Making tabular models more sensitive

Case sensitive, that is.

Last year, Denny Lee posted about PowerPivot’s case insensitivity problem. Tabular models have the same insensitivity problem by default. As I mentioned in my previous post on language and collation settings, when creating a new tabular project, the collation used by default is picked by the engine for you based on the language setting provided by SQL Server Data Tools (BIDS). For example, if you are running ENU tools, new tabular model projects get a Latin1_General_CI_AS collation by default.

You can see the effects of this using a simple example. Create a new tabular model on your ENU Visual Studio installation. Copy the following table:

Code Label
A Upper
a Lower
b Lower
B Upper

Now paste this table into your tabular model. Because the engine decided that you wanted a case insensitive collation, your pasted table now looks like this:

image

You see that the case of your pasted data was not preserved, which is the expected behaviour given the collation used by the engine. The case of the first encountered piece of data is preserved, and all other matching data uses that casing from there on out. And because the collation of the database is read-only, there is nothing you can do inside of VS to make the tabular model case sensitive. What to do?

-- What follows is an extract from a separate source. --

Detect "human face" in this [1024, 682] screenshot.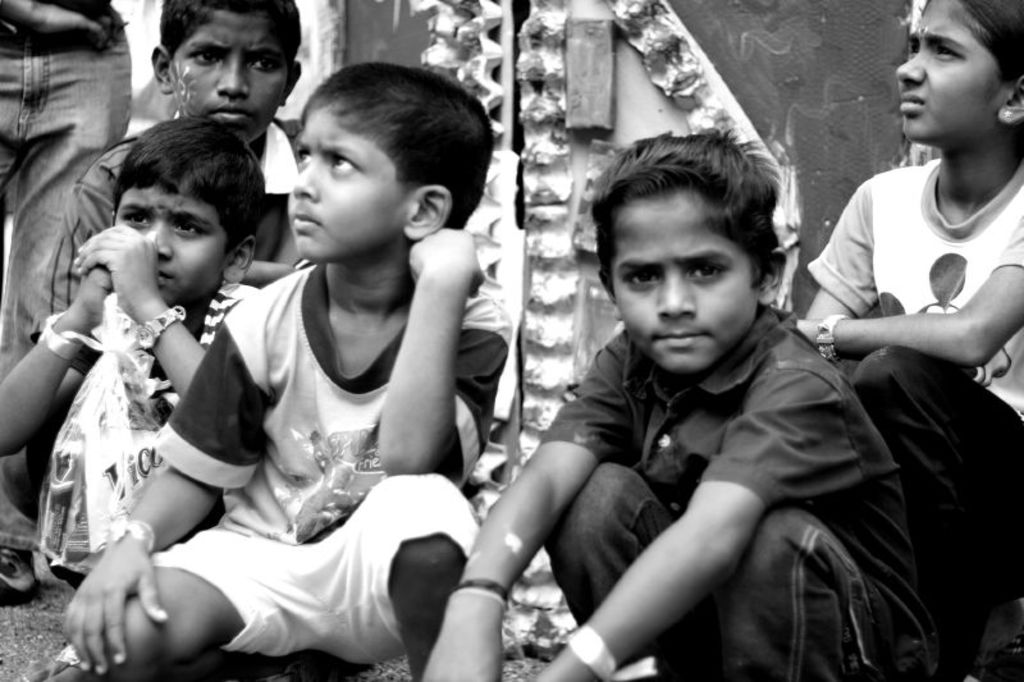
Detection: (288, 97, 401, 264).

Hand editing BIM files is not supported, so you can’t just view the code of the tabular model and replace the language with a collation. Altering the workspace database from SSMS is definitely not supported, so you can’t update your model on the fly. You can, however, create an empty database with the desired collation using a CREATE DATABASE command on the server. And you can import databases into VS from the server, thus creating a new model that you can edit. This is the same approach Marco Russo took for setting a drillthrough action. Let us take that approach for making a case-sensitive database.

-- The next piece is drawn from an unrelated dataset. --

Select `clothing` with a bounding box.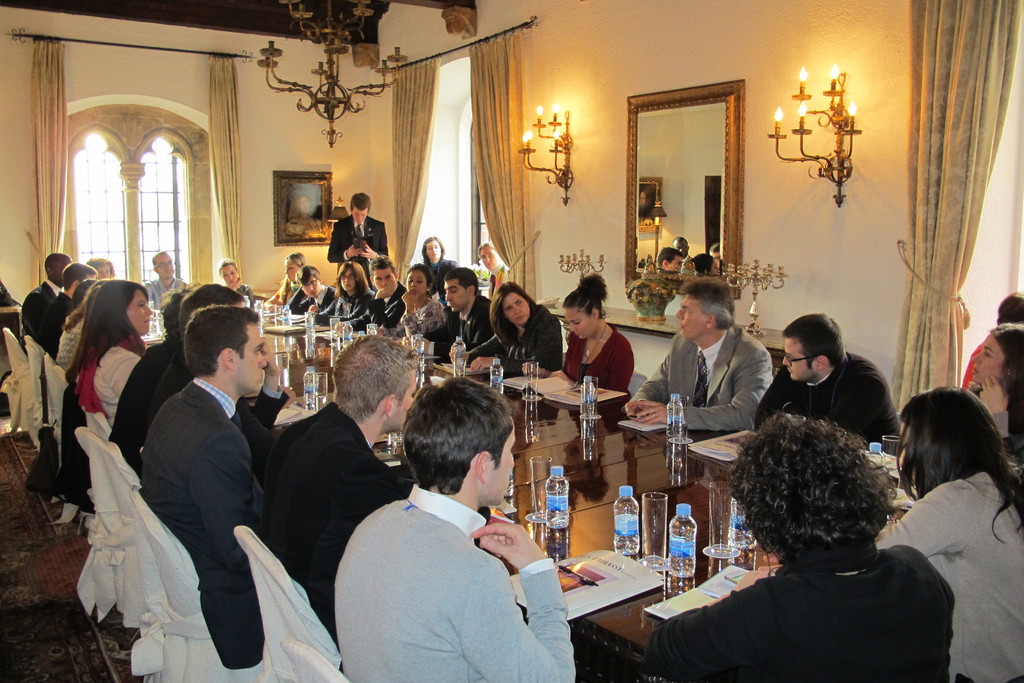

Step 1: Fire up SSMS. Connect to your tabular server. Create a new XMLA query. Paste in the following script:

 <Create xmlns="https://schemas.microsoft.com/analysisservices/2003/engine">
    <ObjectDefinition>
        <Database xmlns:xsd="https://www.w3.org/2001/XMLSchema" xmlns:xsi="https://www.w3.org/2001/XMLSchema-instance" xmlns:ddl2="https://schemas.microsoft.com/analysisservices/2003/engine/2" xmlns:ddl2_2="https://schemas.microsoft.com/analysisservices/2003/engine/2/2" xmlns:ddl100_100="https://schemas.microsoft.com/analysisservices/2008/engine/100/100" xmlns:ddl200="https://schemas.microsoft.com/analysisservices/2010/engine/200" xmlns:ddl200_200="https://schemas.microsoft.com/analysisservices/2010/engine/200/200" xmlns:ddl300="https://schemas.microsoft.com/analysisservices/2011/engine/300" xmlns:ddl300_300="https://schemas.microsoft.com/analysisservices/2011/engine/300/300">
            <ID>Collation test</ID>
            <Name>Collation test</Name>
            <Language>1033</Language>
            <Collation>Latin1_General_CS_AS</Collation>
            <DataSourceImpersonationInfo>
                <ImpersonationMode>Default</ImpersonationMode>
            </DataSourceImpersonationInfo>
            <ddl200_200:StorageEngineUsed>InMemory</ddl200_200:StorageEngineUsed>
            <ddl200:CompatibilityLevel>1100</ddl200:CompatibilityLevel>
        </Database>
    </ObjectDefinition>
</Create>

Execute this script. You now have an empty database with a case-sensitive collation.

Step 2: Go back to VS. Create a new project using the Import from Server (Tabular) template. Import the database from step 1. Inspect the properties of the newly created Model.bim file. Behold, a case sensitive collation:

image

Step 3: Copy the table above and paste it into your model. Behold, a case sensitive pasted table:

image

A bit hacky, but it will do for now.